In the first dance, “Taking a View,” Kristen Wilkinson, Kristin Brown, Jennifer Flanagan and Yorke-Edgell, all clad in Diana MacNeil’s exemplary costumes -- florals, plaids and requisitely prim cardigans -- are gathered around a table before taking turns executing fanciful jumps, courtly jigs and unison skipping.

Childhood continued in “Don’t Speak,” with Flanagan and Wilkinson discovering the art of keeping and revealing secrets. Brown’s solo, “Queensway,” proved a study in angst, the dancer slicing the air with filigreed arm work. For “The Chelsea Potter,” the quartet donned caps and scarves, their loose limbs ceding to group stamping. “Dawes Road,” punctuated with Dickensian sorrow, showcased erect bodies, stealth-walking and the choreographer skittering backward, her flexed feet perfectly articulated.

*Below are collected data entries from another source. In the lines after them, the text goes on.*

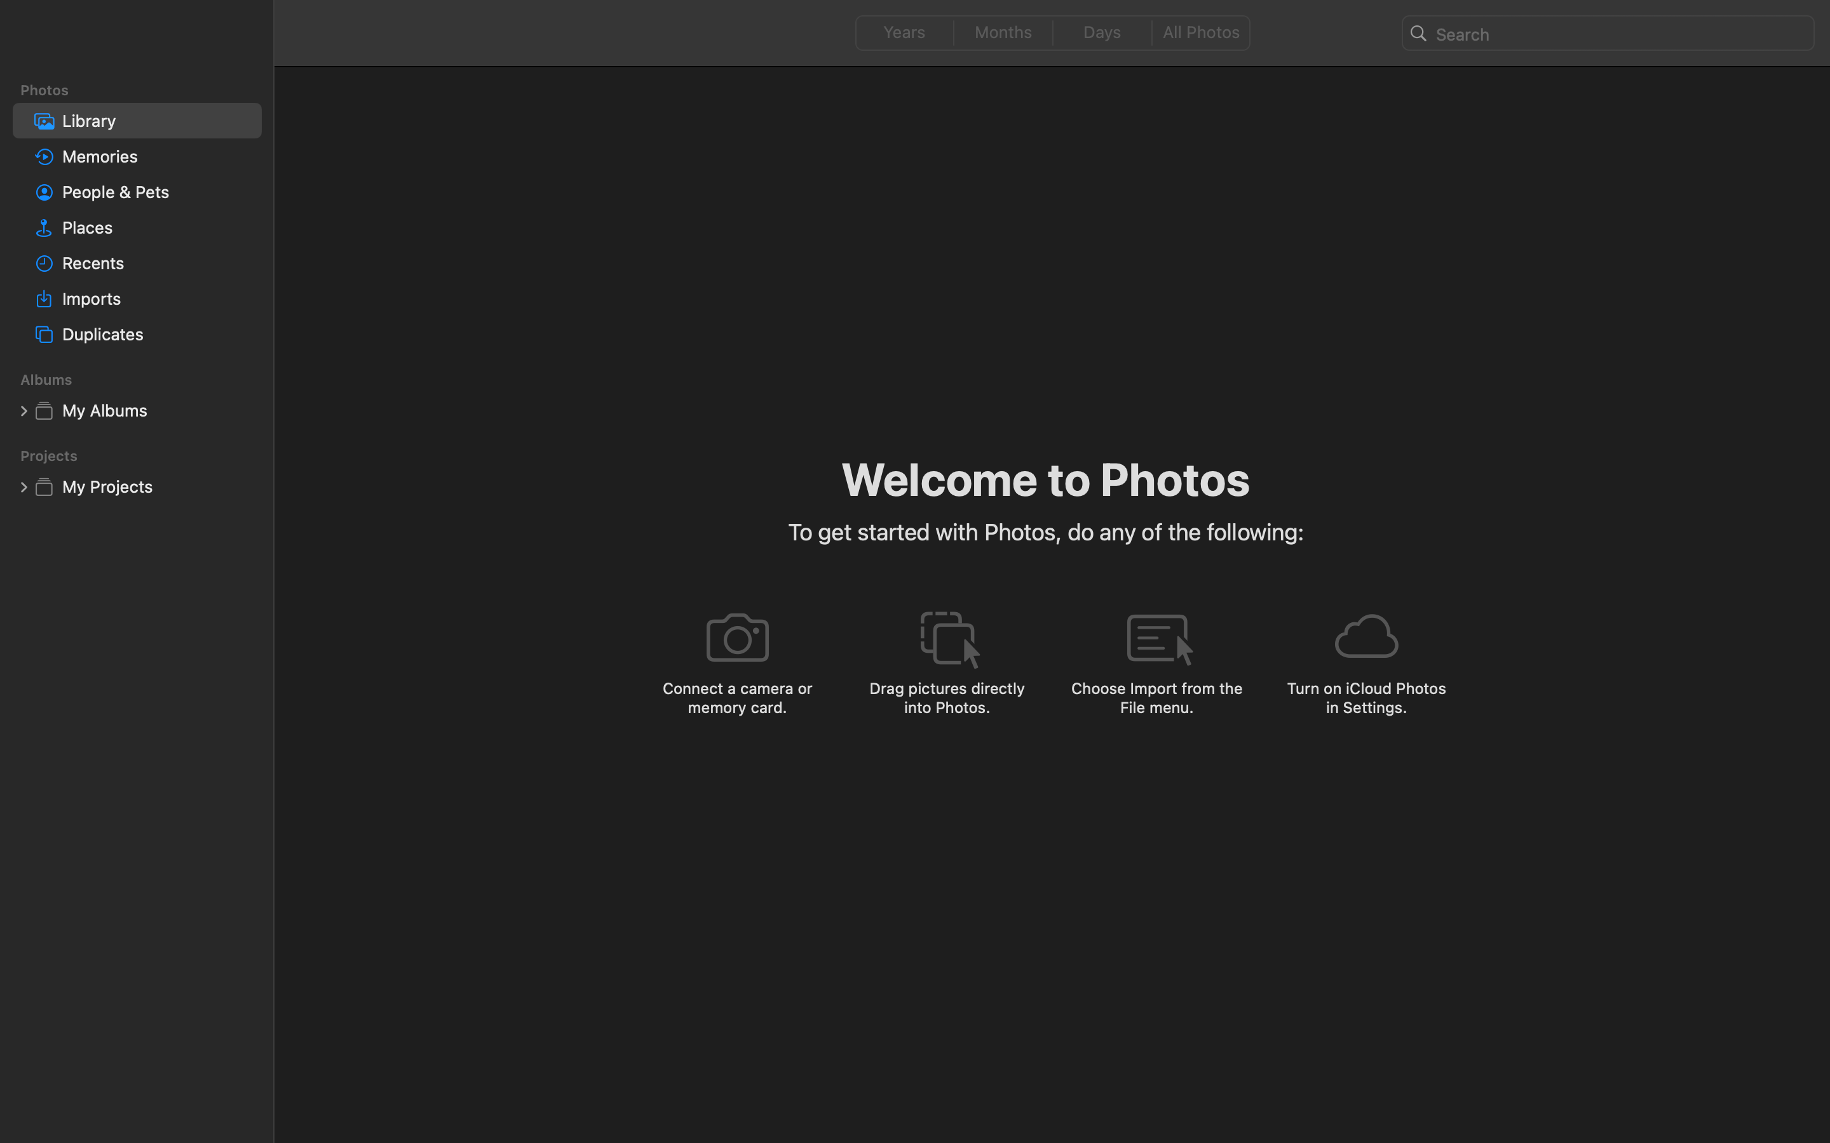 This screenshot has width=1830, height=1143. What do you see at coordinates (1156, 697) in the screenshot?
I see `Choose Import from the File menu.` at bounding box center [1156, 697].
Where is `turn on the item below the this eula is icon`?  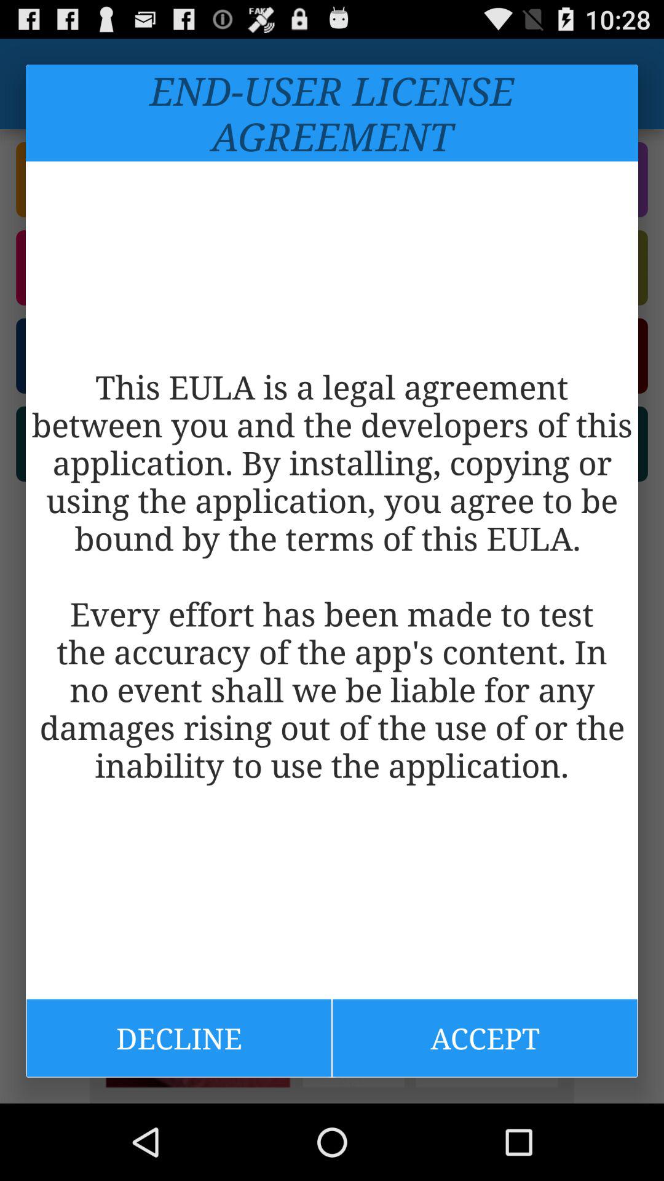
turn on the item below the this eula is icon is located at coordinates (485, 1038).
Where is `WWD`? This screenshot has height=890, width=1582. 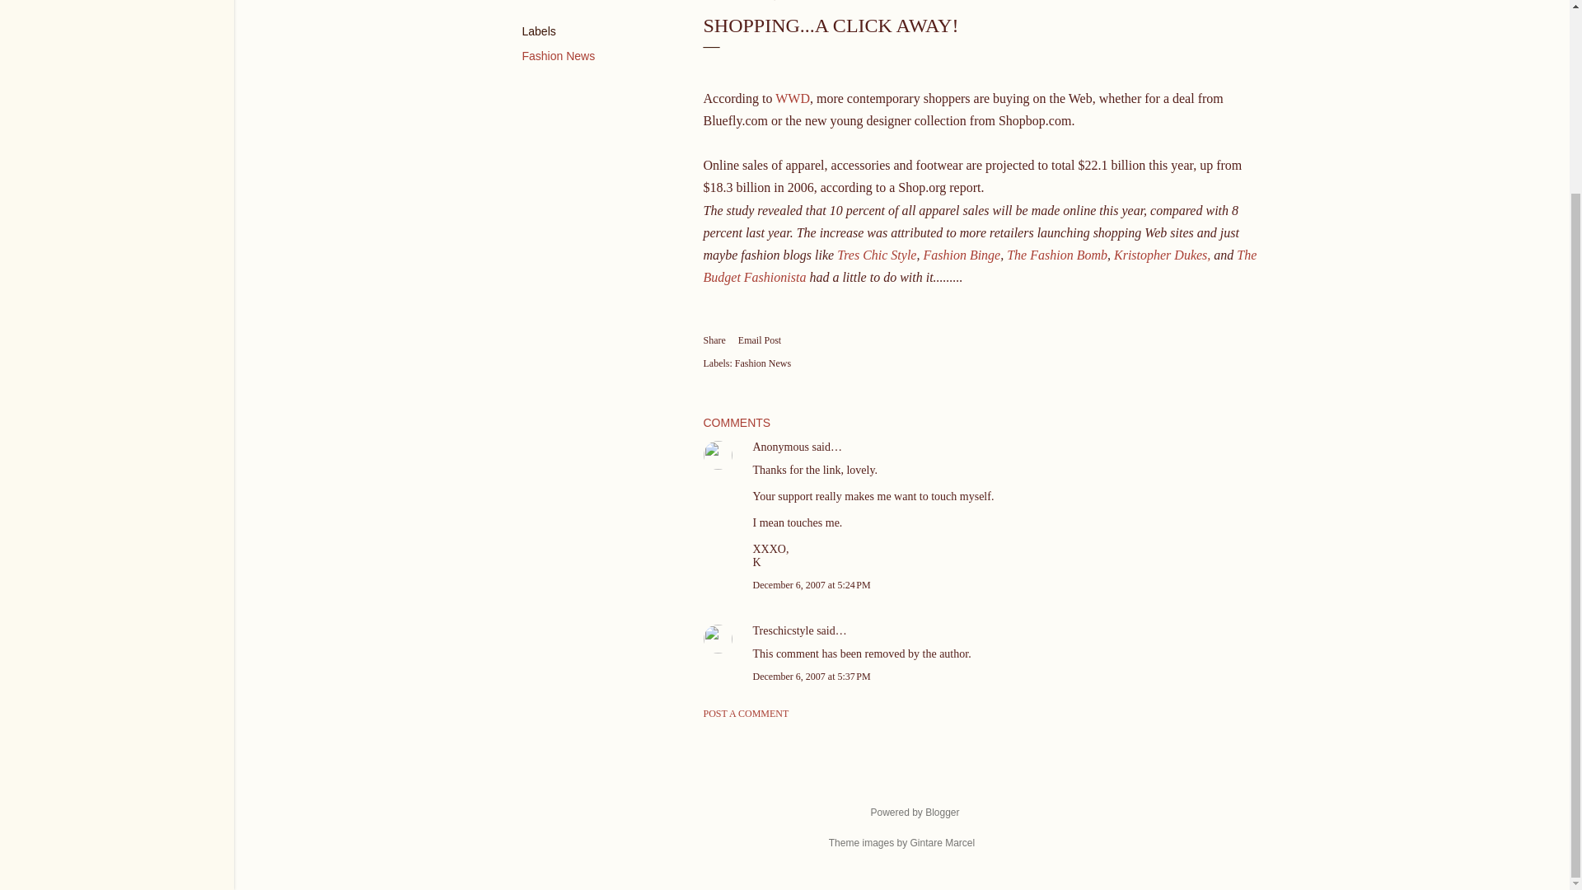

Yorke-Edgell’s other premiere, “Now,” had the company -- including Yvette Wulff, Shelby William, Samantha Robinson and Yui Kirihara -- riffing on a subway motif in “Underground.” Against the background of Steve Reich’s pulsating score, the dancers brandished newspapers, executed karate-like kicks and kept brisk pace with ebullient leaps and hops. Jazzy moves permeated “Soho,” and the finale, “High Tea,” revealed Bryony Shearmur’s underwear adorned with the British flag.